Note: This pathetic piece of purple-prose drivel was written as an attempt to break out of some hellacious GG-related writer's block. Hopefully I've succeeded in some small part.
Oh, and I'm not Daisuke Ishiwatari, obviously.
She's only really alive when she fights.
Blue eyes, hard sapphires set in living ivory, shine with intent. Her slender figure slips effortlessly through the air currents as she dodges, her beautiful deadly weapon stretching and retracting at her will with all the sinewy grace of a striking cobra.
Eventually she delivers the mortal blow.
Regrets and dreams slip away before her impassive eyes, onto the gritty baked hardpan of concrete and aggregate in pools of deep crimson. No matter how many times she has witnessed this scene before - no matter how many times she has killed, the blood of her victims never seems to stain her. It is as if she were a goddess of war born for the sole purpose of cleaving soul from body: a Mòr Rigan who does not take the form of a crow to reap her offerings, but that of a pale remote Aphrodite with eyes like the winter sky.
She knows she is beautiful; it is a fact of life as much as the requirement of drawing breath in order to sustain life. In the same way she knows that it is both her hatred and her icy poise that give her power over the weak. Power over men. Power over him, once.
And yet... she hates herself. Almost as much as that poor half-dead shadow who once loved her, whom she loved in return for a brief time (and loathed just as fiercely).
She looks into the mirror every morning upon waking, after a fitful sleep haunted by her mind's legion of ghosts and bridges that have burned but have not yet charred into embers. Her feet do not stumble with the bleary early-morning crawl to the surface of lucid wakefulness like the rest of humanity; they slip with the faintest whisper of sound across the threadbare carpets of a hundred nameless cheap motel rooms. She never stays in one place for long - it is too risky, and besides... she has yet to really find a place in this world for herself. Her eyes meet with the eyes of the doppelganger in the mirror. Lustrous blonde hair like cornsilk, pale flawless skin, deep blue eyes. A goddess.

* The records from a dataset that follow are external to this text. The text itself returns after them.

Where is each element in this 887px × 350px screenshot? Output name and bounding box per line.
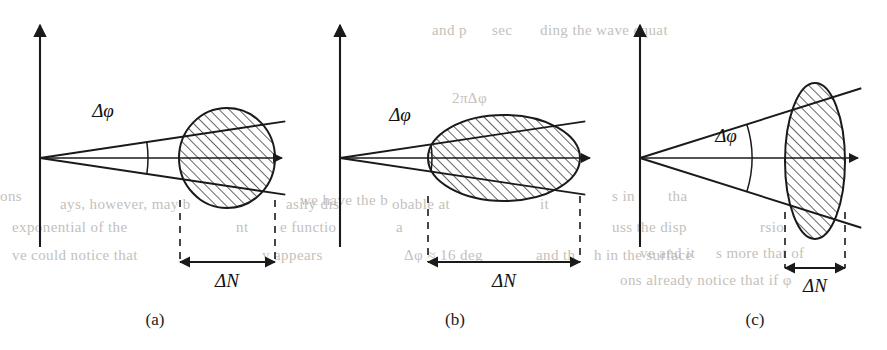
figure-canvas: ΔφΔN(a)ΔφΔN(b)ΔφΔN(c) xyxy=(0,0,887,350)
panel-caption-c: (c) xyxy=(746,310,765,329)
delta-n-label: ΔN xyxy=(214,270,240,291)
uncertainty-region-a xyxy=(179,108,275,208)
panel-a: ΔφΔN(a) xyxy=(40,25,285,329)
panel-c: ΔφΔN(c) xyxy=(640,25,861,329)
uncertainty-region-b xyxy=(428,115,580,201)
delta-phi-label: Δφ xyxy=(714,125,737,146)
panel-caption-a: (a) xyxy=(146,310,165,329)
panel-caption-b: (b) xyxy=(445,310,465,329)
delta-n-label: ΔN xyxy=(491,270,517,291)
uncertainty-region-c xyxy=(785,83,845,239)
delta-phi-label: Δφ xyxy=(91,100,114,121)
three-panel-uncertainty-diagram: ΔφΔN(a)ΔφΔN(b)ΔφΔN(c) xyxy=(0,0,887,350)
panel-b: ΔφΔN(b) xyxy=(340,25,590,329)
delta-phi-label: Δφ xyxy=(388,104,411,125)
delta-n-label: ΔN xyxy=(802,275,828,296)
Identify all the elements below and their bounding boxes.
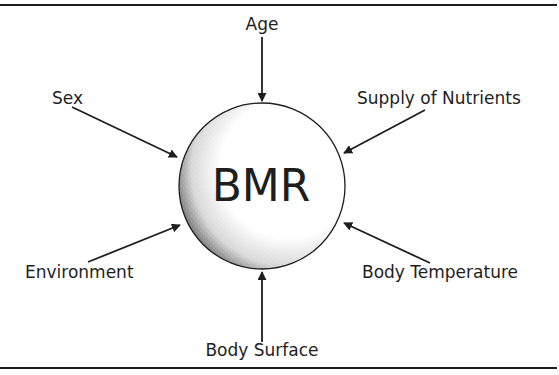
arrow-body-temperature [344, 223, 430, 263]
factor-label-supply-of-nutrients: Supply of Nutrients [357, 88, 521, 108]
bmr-label: BMR [212, 160, 311, 211]
factor-label-body-surface: Body Surface [205, 340, 318, 360]
arrow-environment [88, 225, 180, 262]
factor-label-sex: Sex [52, 88, 83, 108]
factor-label-body-temperature: Body Temperature [362, 262, 518, 282]
factor-label-age: Age [246, 14, 279, 34]
bmr-diagram: BMR Age Sex Supply of Nutrients Environm… [0, 0, 559, 375]
factor-label-environment: Environment [25, 262, 134, 282]
arrow-sex [72, 107, 177, 157]
arrow-supply-of-nutrients [344, 110, 425, 153]
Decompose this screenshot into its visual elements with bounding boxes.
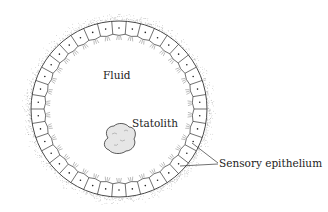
statolith xyxy=(104,123,135,153)
statocyst-diagram xyxy=(0,0,328,212)
epithelium-cells xyxy=(31,21,207,196)
label-sensory-epithelium: Sensory epithelium xyxy=(219,157,322,169)
label-statolith: Statolith xyxy=(132,117,178,129)
outer-membrane xyxy=(31,21,207,197)
label-fluid: Fluid xyxy=(103,69,131,81)
outer-stipple xyxy=(22,14,215,205)
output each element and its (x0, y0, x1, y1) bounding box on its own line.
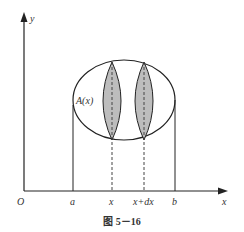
y-axis-label: y (29, 13, 35, 24)
volume-by-slices-diagram: y x O A(x) a x x+dx b 图 5－16 (0, 0, 244, 232)
tick-label-a: a (70, 196, 75, 207)
figure-caption: 图 5－16 (103, 216, 141, 227)
cross-section-x-dx (135, 62, 153, 191)
tick-label-x: x (108, 196, 114, 207)
x-axis: x O (17, 188, 228, 208)
x-axis-arrow-icon (218, 188, 228, 195)
cross-section-x (103, 62, 121, 191)
x-axis-label: x (221, 196, 227, 207)
tick-label-x-dx: x+dx (132, 196, 154, 207)
origin-label: O (17, 196, 24, 207)
y-axis-arrow-icon (21, 12, 28, 22)
area-function-label: A(x) (75, 95, 94, 107)
tick-label-b: b (172, 196, 177, 207)
y-axis: y (21, 12, 36, 191)
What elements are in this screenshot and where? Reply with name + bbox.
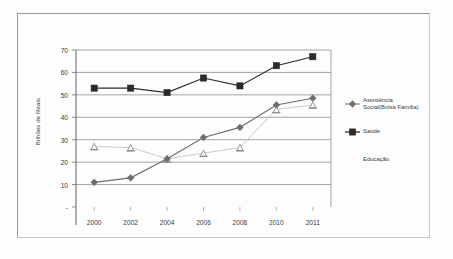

A murderess, she thinks bitterly, and self-loathing overwhelms her spirit once again.
She knows her life could have been vastly different. She could have remained with him. But she could not reconcile that love with her bitter hatred for what he represented: the corruption of her own soul and the erosion of her conscience.
So she sold him to his enemies and at last, for a brief blessed time, she was free. But then there was a tournament, with a strange prize, and rumors that he would be fighting, and she went to stop him... and failed. And then came the word of a Gear, one that would not harm humans... she had no interest. It lay solely in the one man she knew would be searching for this creature. She would go after him, again. And this time she would not fail. She would kill him and be free.
The more she fights the more she loses an infinitely small piece of herself. How small? How can she say? The question is like the old adage: how many angels can one fit on the head of a pin? Like the number of licks it takes to get to a Tootsie Roll Pop, the world may never know.
Sometimes, she doesn't recognize the person in the mirror. Sometimes she thinks it's better that way.
Mostly, she feels that part of herself die and she knows she has to find him. To kill him if at all possible. Maybe then she can regain her old self - if she ever knew what it was in the first place.
So she's here.
The stretch of land is empty, desolate, a dead place. Humans and Gears fought here and some of their skeletons still litter the cracked ground, along with the remains of settlements. Anyone else would find it ominous; she does not. There is nothing to fear, she thinks, from a barren field. It will be a good place; there is nothing to interrupt them or distract them.
As her gaze falls upon him now, she feels less hatred and more pity. In some ways what she feels is a large measure of relief. It's not him, not the man she remembers. He has lost himself completely - in his place is this shambling shadow who wears his skin like an old Halloween costume. His humanity is slowly peeling away.
"Millia," he rasps, and the words sound like death in her ears. Hers or his, she is not quite certain, not yet.
"I came to kill you," she says simply, but even as the words fall from her lips she knows that she no more speaks the truth than Zato is still alive. Not for a minute. Her guilt is a constant weight upon her shoulders, smothering her slowly and silently. This ruthless hunt of hers isn't just to settle old scores; it's a balm on her wounded conscience. She is no innocent, a part of her screams, perhaps as a last desperate attempt to delay the inevitable. To take his life - revenge, while sweet, will fade. His blood will forever be on her hands.
But that's what I wanted, she tells herself. His blood on my hands. One last time counts for all, and better me than anyone else.
Her resolve returns.
He smiles at her, a rictus shape that doesn't touch his eyes, and she knows there is no turning back. In for a penny, in for a pound.
After all, she's only really alive when she fights.
She lunges for him, hair unfurling, to write the ending of her story.
owari
Mòr Rigan in Celtic mythology, a battle-goddess that often took the form of a large black crow (badbh).